City Manager Bob Cowell updated members of City Council last month on the city’s various projects funded by the American Rescue Plan Act.

“Some of these have been hard. They’ve hit wall after wall and we keep trying to pivot,” Cowell said. “If we find ourselves in January that we still have not been able to progress on some of these initiatives, we need to think about repurposing those dollars, because we will have one year left at that point to completely use those dollars.”

Councilwoman Trish White-Boyd asked if that would include the Gainsboro hub.

“It would,” Cowell said.

While the city may be able to do components of a healthcare and business incubator hub, Cowell told The Rambler on Monday that the city may pivot more toward restoring and building housing and providing recreational amenities in the neighborhood.

“I’m confident that something like that can happen,” he said. “I’m not as confident that what we’ll see is what we had originally hoped to see.”
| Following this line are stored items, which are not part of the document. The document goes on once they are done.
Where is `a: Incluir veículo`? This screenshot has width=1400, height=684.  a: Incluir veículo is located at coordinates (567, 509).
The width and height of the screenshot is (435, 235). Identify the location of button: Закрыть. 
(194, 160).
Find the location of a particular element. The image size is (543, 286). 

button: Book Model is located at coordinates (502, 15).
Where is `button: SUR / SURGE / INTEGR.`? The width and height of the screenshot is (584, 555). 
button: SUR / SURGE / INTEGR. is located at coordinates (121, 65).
The Gainsboro neighborhood concept plan itself has faced pushback from some residents for its focus on a future commercial center rather than current housing conditions.
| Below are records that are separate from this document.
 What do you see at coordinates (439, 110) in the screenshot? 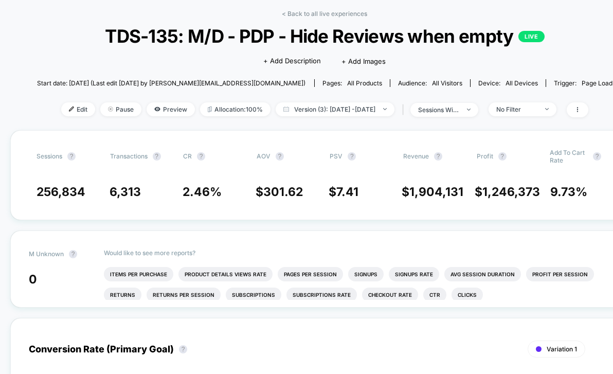
I see `div: sessions with impression` at bounding box center [439, 110].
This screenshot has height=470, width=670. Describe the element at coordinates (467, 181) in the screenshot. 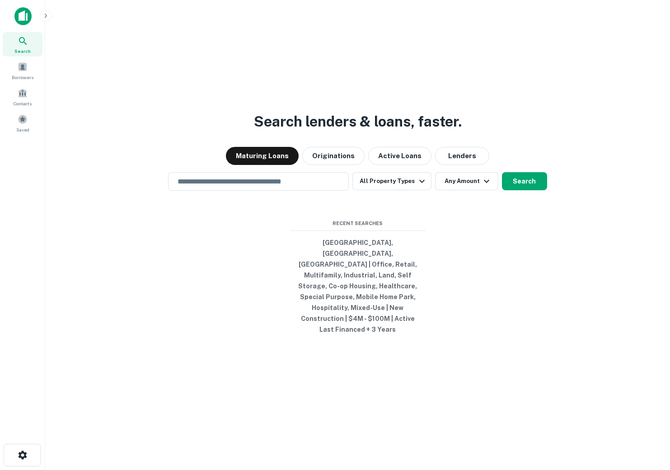

I see `button: Any Amount` at that location.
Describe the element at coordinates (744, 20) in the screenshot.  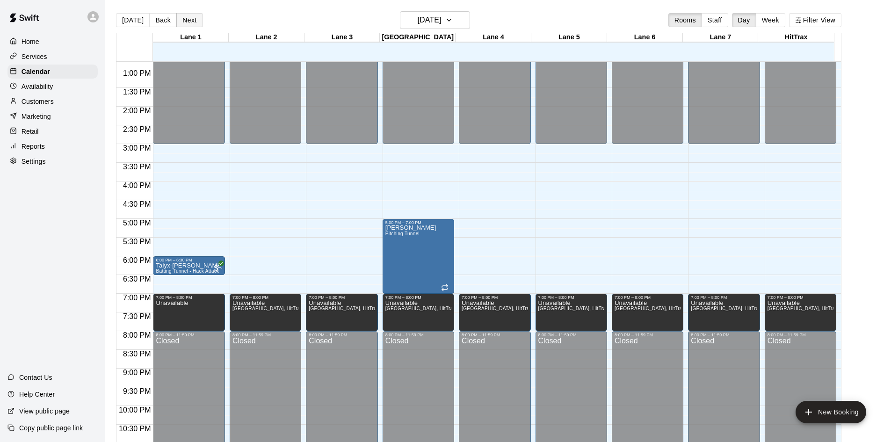
I see `button: Day` at that location.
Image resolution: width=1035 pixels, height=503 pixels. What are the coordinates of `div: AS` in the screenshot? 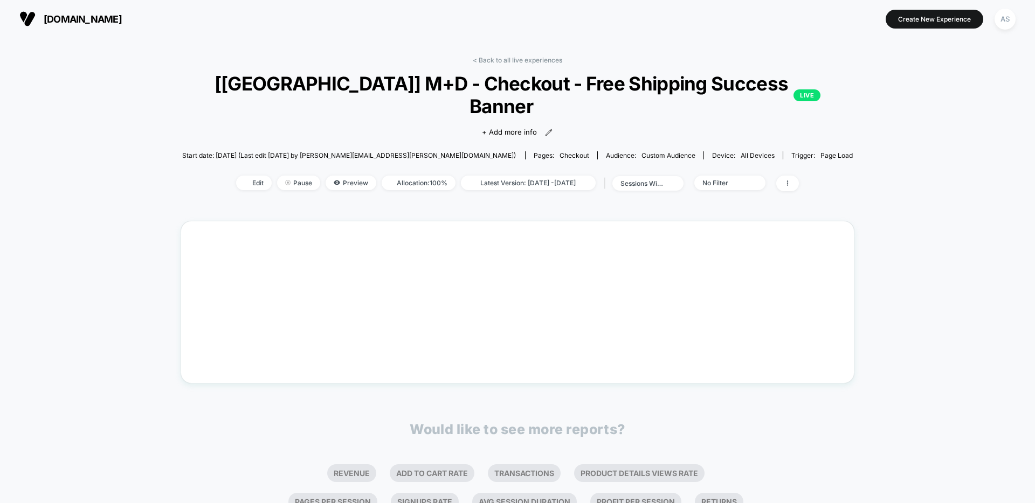 It's located at (1005, 19).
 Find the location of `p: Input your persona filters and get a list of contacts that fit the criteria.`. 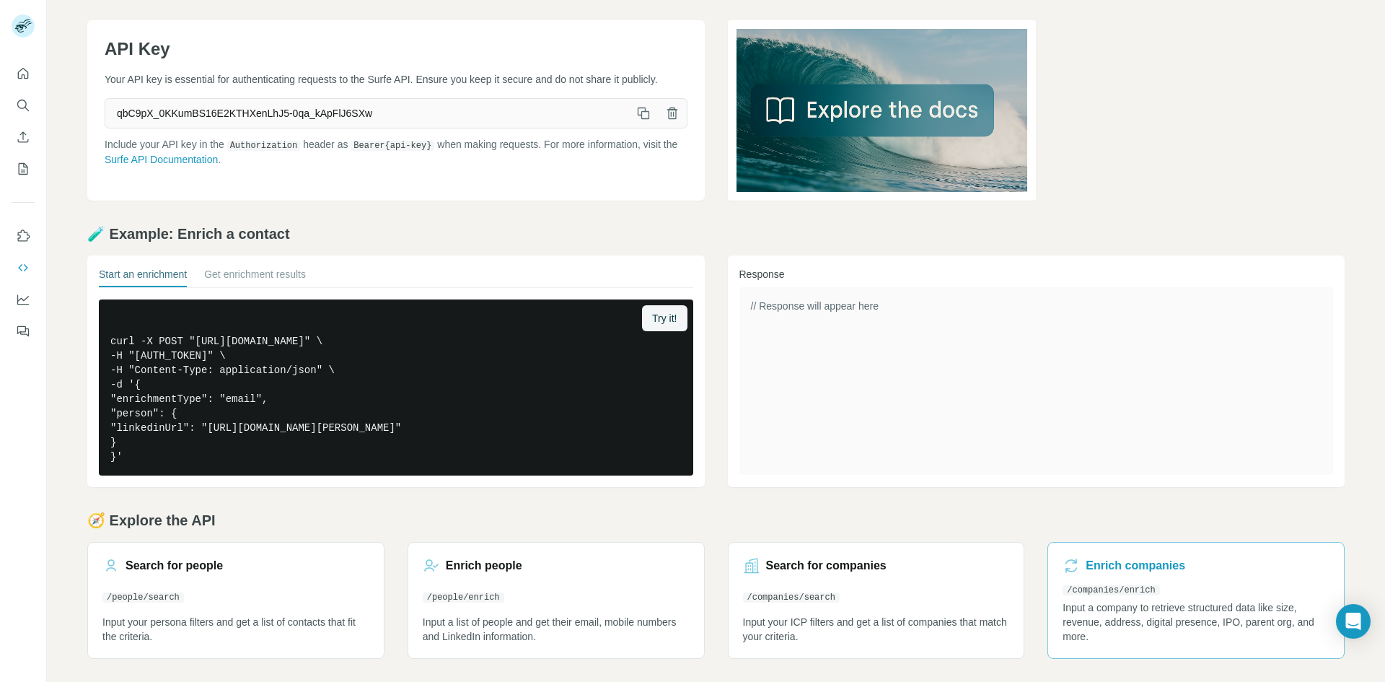

p: Input your persona filters and get a list of contacts that fit the criteria. is located at coordinates (236, 629).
“If you're talking about redeveloping a neighborhood, it's got to be housing first,” Gayle Graves, whose mother grew up in Gainsboro, said at an April neighborhood meeting.

At a neighborhood meeting last month, about two dozen attendees expressed a desire to work more closely with city leaders to revitalize the neighborhood. Residents spoke about a need to fix run-down houses, create safer streets by slowing down traffic and providing recreational opportunities like parks or basketball courts for youth.
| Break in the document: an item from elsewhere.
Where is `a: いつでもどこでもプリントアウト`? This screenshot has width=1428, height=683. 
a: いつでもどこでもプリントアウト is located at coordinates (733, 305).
By a show of hands, attendees supported putting $25,000 — leftover from a grant that funded the neighborhood concept plan — toward constructing a small stage for performances at the roundabout by the Claytor Clinic and Lawson Building.

Around the same time the city tried to buy the Claytor Clinic, city officials approached the owner of the Lawson Building, Stan Hale, about helping with rehab of the building, which dates to 1953. The building is named after Reuben E. Lawson, a civil rights attorney who had his offices there and owned the land.

Antwyne Calloway, the registered agent for the company that legally owns the property, said Hale wasn’t interested in the city’s financial help and vision.

“You don’t bring a partner to the table nine months, ten months, after you all have come up with a plan,” Calloway said. “‘No, you can’t have my building in your plans because you ain’t discussed that with me.’ So I think that’s some of what actually happened.”

Talks also broke down over acquiring the Claytor Clinic property after some heirs expressed wariness over a sale to the city. City leaders said they stopped pursuing a sale because of the resistance, while Dr. Walter Claytor, a trustee of the property, maintains the city “screwed up.”

Some family members also expressed concern that city code enforcement issued a “raze or repair” order on the dilapidated clinic at the same time the city was trying to negotiate a sale. They believed the city would tear down the building if a sale did not go through.

“To me, that was almost like gunboat diplomacy,” Dr. Conrad Claytor, a nephew of Walter, said in an interview last fall.

Online city code enforcement records show that the November 2021 order — to “Return building to original condition” or “Tear building down” — was resolved in January 2022 with no apparent action. Another order about boarding the building up noted ‘DO NOT BILL OWNER PER REQUEST OF THE CITY MANAGER.”

In a meeting last year with members of the Claytor family, Cowell said the city wants to avoid the perception that it’s repeating urban renewal.

“I don't want this to be something where, you know, the government came in and did something that wasn't sought out or wasn't desirable because that's the history of the area, and that’s what we're trying to actually reconcile,” Cowell said.

Jordan Bell, who has long advocated for a Gainsboro hub, has said the city should try harder to make that happen. He suggested the city could help restore the Claytor Clinic without acquiring the property outright.

“If the city was really serious about creating that Gainsboro hub … [it would] come back and sit with the family,” Bell said in an interview last fall, referring to the Claytors. “Why isn’t the city making more of an effort to fix the problems that they created?”